I am a Junior Research Fellow at Christ Church College. My current research project focuses on the relationship between environmentalism and militarism in Israel starting from the 1960s until today. In 2018 I co-founded the online Oxford Environmental History Network (OEHN) which aims to connect researchers working on environmental history in the University. I have completed my doctoral degree in 2019 at the Centre for History of Science, Medicine and Technology in the University of Oxford. My DPhil dissertation addressed Jewish climate science in Palestine during the first half of the twentieth century. In the course of my doctoral studies I received several scholarships and fellowships, including the Pears Foundation Scholarship, the Leo Baeck scholarship, the graduate research fellowship at the Center for Jewish History in New York City and a research affiliation at the Taub Center for Israel Studies in NYU.
Research Interests
- Environmental History
- History of Knowledge
- Modern Jewish History
My current research project analyses the ideological and practical relationship between environmentalism and militarism in Israel from the 1960s to the present day. My objective is to examine the formation of affiliations and influences between individuals and institutions within the military and the nature protection community. By doing so I wish to discuss—in the Israeli context—both the conceptual and applied links between nature and territory; scouting and military intelligence; weapons, hunting and masculinity.
My doctoral project is situated at the intersection of modern Jewish history and the history of Zionism, climate and environmental history, the history of knowledge, colonial history and transnational history. It focuses on Jewish experts who examined the ramifications of climate on the success of the Zionist project in Palestine from the establishment of the Zionist Organisation in 1897 to the founding of the State of Israel in 1948.
Through the prism of climate, I explore the processes of knowledge production that took place within Jewish and Zionist thought in the fields of medicine, science, and technology. By doing so, I also explore the political, social and cultural ideas and conventions that have constructed and informed professional and popular knowledge concerning climate. This knowledge developed partly in relation to existing Western scientific and colonial ideas and practices. However, Zionist knowledge on climate in Palestine also contained a variety of cultural perceptions which were unique to Jewish history and identity and reflected a long tradition of awe and wonder towards the Land of Israel. It is through the examination of this complex combination of ideas and practices that I proposed a new – spatial and environmental – perspective on the evolution of a modern Jewish national, racial and cultural identity.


● Task statement
The entries below are to be repeated exactly, with the pictures left out.

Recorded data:
<<<<

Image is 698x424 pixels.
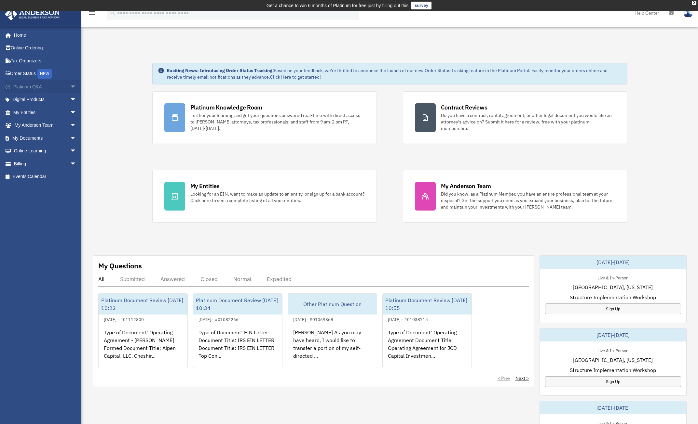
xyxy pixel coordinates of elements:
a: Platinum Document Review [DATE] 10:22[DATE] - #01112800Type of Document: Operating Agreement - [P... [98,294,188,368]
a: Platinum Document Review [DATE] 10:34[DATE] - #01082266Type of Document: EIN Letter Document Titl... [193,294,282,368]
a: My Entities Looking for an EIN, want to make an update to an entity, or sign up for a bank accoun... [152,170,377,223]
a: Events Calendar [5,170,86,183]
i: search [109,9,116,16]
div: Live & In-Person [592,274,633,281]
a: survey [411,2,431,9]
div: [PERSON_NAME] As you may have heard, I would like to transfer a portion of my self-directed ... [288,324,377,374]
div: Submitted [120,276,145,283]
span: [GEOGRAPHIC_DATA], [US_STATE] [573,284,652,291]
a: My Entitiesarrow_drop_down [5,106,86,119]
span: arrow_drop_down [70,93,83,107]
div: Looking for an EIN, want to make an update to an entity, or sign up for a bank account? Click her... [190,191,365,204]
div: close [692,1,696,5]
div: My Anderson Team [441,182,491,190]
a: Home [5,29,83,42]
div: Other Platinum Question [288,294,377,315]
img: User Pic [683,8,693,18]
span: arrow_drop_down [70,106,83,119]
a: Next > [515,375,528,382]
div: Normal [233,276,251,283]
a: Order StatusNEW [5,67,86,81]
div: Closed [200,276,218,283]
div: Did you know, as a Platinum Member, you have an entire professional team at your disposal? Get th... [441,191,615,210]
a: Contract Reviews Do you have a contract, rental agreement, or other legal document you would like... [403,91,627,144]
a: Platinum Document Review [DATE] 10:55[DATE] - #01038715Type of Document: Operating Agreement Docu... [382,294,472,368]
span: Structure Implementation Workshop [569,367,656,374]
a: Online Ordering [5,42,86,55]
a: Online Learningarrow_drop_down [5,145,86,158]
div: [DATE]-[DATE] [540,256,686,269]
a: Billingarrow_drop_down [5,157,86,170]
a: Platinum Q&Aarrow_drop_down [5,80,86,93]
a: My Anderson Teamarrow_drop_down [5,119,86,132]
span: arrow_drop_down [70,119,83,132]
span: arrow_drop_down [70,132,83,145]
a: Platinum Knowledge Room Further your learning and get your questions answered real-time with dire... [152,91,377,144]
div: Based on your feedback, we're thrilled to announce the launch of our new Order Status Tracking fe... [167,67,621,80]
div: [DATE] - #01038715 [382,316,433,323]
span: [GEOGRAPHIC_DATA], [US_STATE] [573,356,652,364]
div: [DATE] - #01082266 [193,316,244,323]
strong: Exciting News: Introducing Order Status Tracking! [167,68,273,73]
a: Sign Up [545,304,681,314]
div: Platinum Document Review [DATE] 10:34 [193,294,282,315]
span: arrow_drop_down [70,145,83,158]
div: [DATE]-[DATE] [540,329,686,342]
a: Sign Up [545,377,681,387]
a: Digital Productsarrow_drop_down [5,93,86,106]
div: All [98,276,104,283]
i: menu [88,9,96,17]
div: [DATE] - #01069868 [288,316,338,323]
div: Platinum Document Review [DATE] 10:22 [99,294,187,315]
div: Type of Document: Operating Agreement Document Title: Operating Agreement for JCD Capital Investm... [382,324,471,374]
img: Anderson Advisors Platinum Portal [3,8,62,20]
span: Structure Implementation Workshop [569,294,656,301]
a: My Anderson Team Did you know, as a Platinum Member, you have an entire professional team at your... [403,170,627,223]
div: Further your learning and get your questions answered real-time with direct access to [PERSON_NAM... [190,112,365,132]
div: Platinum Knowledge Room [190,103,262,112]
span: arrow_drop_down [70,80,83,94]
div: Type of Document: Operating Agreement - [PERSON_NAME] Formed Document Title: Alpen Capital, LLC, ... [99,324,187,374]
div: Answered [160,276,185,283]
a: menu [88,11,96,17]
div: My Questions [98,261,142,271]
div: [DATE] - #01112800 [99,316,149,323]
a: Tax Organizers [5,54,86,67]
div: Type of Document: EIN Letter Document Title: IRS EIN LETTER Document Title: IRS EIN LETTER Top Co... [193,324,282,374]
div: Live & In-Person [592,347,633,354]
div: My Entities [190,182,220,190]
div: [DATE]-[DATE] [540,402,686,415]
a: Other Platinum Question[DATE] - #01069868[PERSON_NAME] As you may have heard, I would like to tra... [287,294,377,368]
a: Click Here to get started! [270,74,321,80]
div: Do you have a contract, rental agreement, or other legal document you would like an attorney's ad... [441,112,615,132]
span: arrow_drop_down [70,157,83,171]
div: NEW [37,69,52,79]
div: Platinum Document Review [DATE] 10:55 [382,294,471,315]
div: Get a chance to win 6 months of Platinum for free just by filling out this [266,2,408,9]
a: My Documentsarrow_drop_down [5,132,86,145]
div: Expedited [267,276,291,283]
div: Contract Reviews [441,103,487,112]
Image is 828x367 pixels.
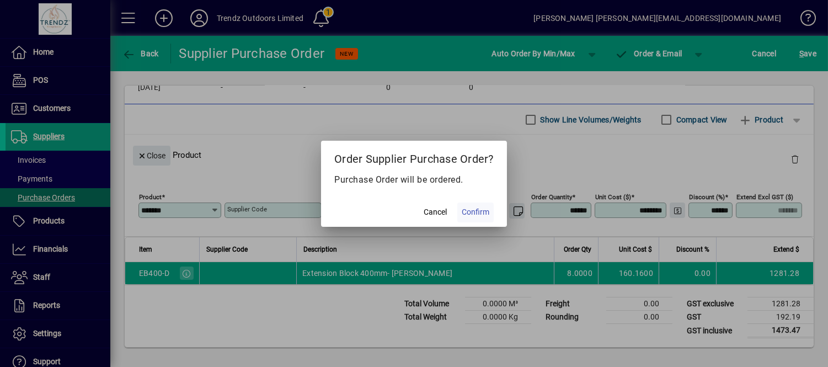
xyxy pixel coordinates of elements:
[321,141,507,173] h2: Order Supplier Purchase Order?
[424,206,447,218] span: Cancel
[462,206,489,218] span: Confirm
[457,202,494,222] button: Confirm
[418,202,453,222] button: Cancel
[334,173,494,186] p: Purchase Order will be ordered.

>>>>

● Reply
Image is 698x424 pixels.
xyxy pixel coordinates of elements:
a: Platinum Document Review [DATE] 10:22[DATE] - #01112800Type of Document: Operating Agreement - [P... [98,294,188,368]
a: Platinum Document Review [DATE] 10:34[DATE] - #01082266Type of Document: EIN Letter Document Titl... [193,294,282,368]
a: My Entities Looking for an EIN, want to make an update to an entity, or sign up for a bank accoun... [152,170,377,223]
a: Events Calendar [5,170,86,183]
i: search [109,9,116,16]
div: Live & In-Person [592,274,633,281]
a: survey [411,2,431,9]
div: [PERSON_NAME] As you may have heard, I would like to transfer a portion of my self-directed ... [288,324,377,374]
div: Submitted [120,276,145,283]
span: [GEOGRAPHIC_DATA], [US_STATE] [573,284,652,291]
a: My Entitiesarrow_drop_down [5,106,86,119]
span: arrow_drop_down [70,93,83,107]
div: Looking for an EIN, want to make an update to an entity, or sign up for a bank account? Click her... [190,191,365,204]
div: close [692,1,696,5]
div: My Anderson Team [441,182,491,190]
a: Home [5,29,83,42]
div: Other Platinum Question [288,294,377,315]
img: User Pic [683,8,693,18]
span: arrow_drop_down [70,106,83,119]
a: Next > [515,375,528,382]
div: Normal [233,276,251,283]
a: Order StatusNEW [5,67,86,81]
div: Closed [200,276,218,283]
div: Did you know, as a Platinum Member, you have an entire professional team at your disposal? Get th... [441,191,615,210]
a: Contract Reviews Do you have a contract, rental agreement, or other legal document you would like... [403,91,627,144]
a: Platinum Document Review [DATE] 10:55[DATE] - #01038715Type of Document: Operating Agreement Docu... [382,294,472,368]
span: Structure Implementation Workshop [569,367,656,374]
a: Online Ordering [5,42,86,55]
a: Online Learningarrow_drop_down [5,145,86,158]
div: [DATE]-[DATE] [540,256,686,269]
a: Billingarrow_drop_down [5,157,86,170]
a: Platinum Q&Aarrow_drop_down [5,80,86,93]
a: My Anderson Teamarrow_drop_down [5,119,86,132]
span: arrow_drop_down [70,119,83,132]
span: arrow_drop_down [70,132,83,145]
a: Platinum Knowledge Room Further your learning and get your questions answered real-time with dire... [152,91,377,144]
div: Based on your feedback, we're thrilled to announce the launch of our new Order Status Tracking fe... [167,67,621,80]
div: [DATE] - #01038715 [382,316,433,323]
span: [GEOGRAPHIC_DATA], [US_STATE] [573,356,652,364]
div: [DATE] - #01082266 [193,316,244,323]
strong: Exciting News: Introducing Order Status Tracking! [167,68,273,73]
a: Sign Up [545,304,681,314]
div: Platinum Document Review [DATE] 10:34 [193,294,282,315]
span: arrow_drop_down [70,145,83,158]
div: [DATE]-[DATE] [540,329,686,342]
a: Sign Up [545,377,681,387]
a: Digital Productsarrow_drop_down [5,93,86,106]
div: All [98,276,104,283]
i: menu [88,9,96,17]
div: [DATE] - #01069868 [288,316,338,323]
div: Platinum Document Review [DATE] 10:22 [99,294,187,315]
div: Type of Document: Operating Agreement Document Title: Operating Agreement for JCD Capital Investm... [382,324,471,374]
img: Anderson Advisors Platinum Portal [3,8,62,20]
span: Structure Implementation Workshop [569,294,656,301]
a: My Anderson Team Did you know, as a Platinum Member, you have an entire professional team at your... [403,170,627,223]
div: Further your learning and get your questions answered real-time with direct access to [PERSON_NAM... [190,112,365,132]
div: Platinum Knowledge Room [190,103,262,112]
span: arrow_drop_down [70,80,83,94]
div: Type of Document: Operating Agreement - [PERSON_NAME] Formed Document Title: Alpen Capital, LLC, ... [99,324,187,374]
div: Answered [160,276,185,283]
a: menu [88,11,96,17]
div: My Questions [98,261,142,271]
div: [DATE] - #01112800 [99,316,149,323]
a: Tax Organizers [5,54,86,67]
div: Type of Document: EIN Letter Document Title: IRS EIN LETTER Document Title: IRS EIN LETTER Top Co... [193,324,282,374]
div: Live & In-Person [592,347,633,354]
div: My Entities [190,182,220,190]
div: [DATE]-[DATE] [540,402,686,415]
a: Other Platinum Question[DATE] - #01069868[PERSON_NAME] As you may have heard, I would like to tra... [287,294,377,368]
a: Click Here to get started! [270,74,321,80]
div: Do you have a contract, rental agreement, or other legal document you would like an attorney's ad... [441,112,615,132]
span: arrow_drop_down [70,157,83,171]
div: NEW [37,69,52,79]
div: Platinum Document Review [DATE] 10:55 [382,294,471,315]
div: Get a chance to win 6 months of Platinum for free just by filling out this [266,2,408,9]
a: My Documentsarrow_drop_down [5,132,86,145]
div: Expedited [267,276,291,283]
div: Contract Reviews [441,103,487,112]
Image is 828x367 pixels.
xyxy pixel coordinates of elements:
[321,141,507,173] h2: Order Supplier Purchase Order?
[424,206,447,218] span: Cancel
[462,206,489,218] span: Confirm
[457,202,494,222] button: Confirm
[418,202,453,222] button: Cancel
[334,173,494,186] p: Purchase Order will be ordered.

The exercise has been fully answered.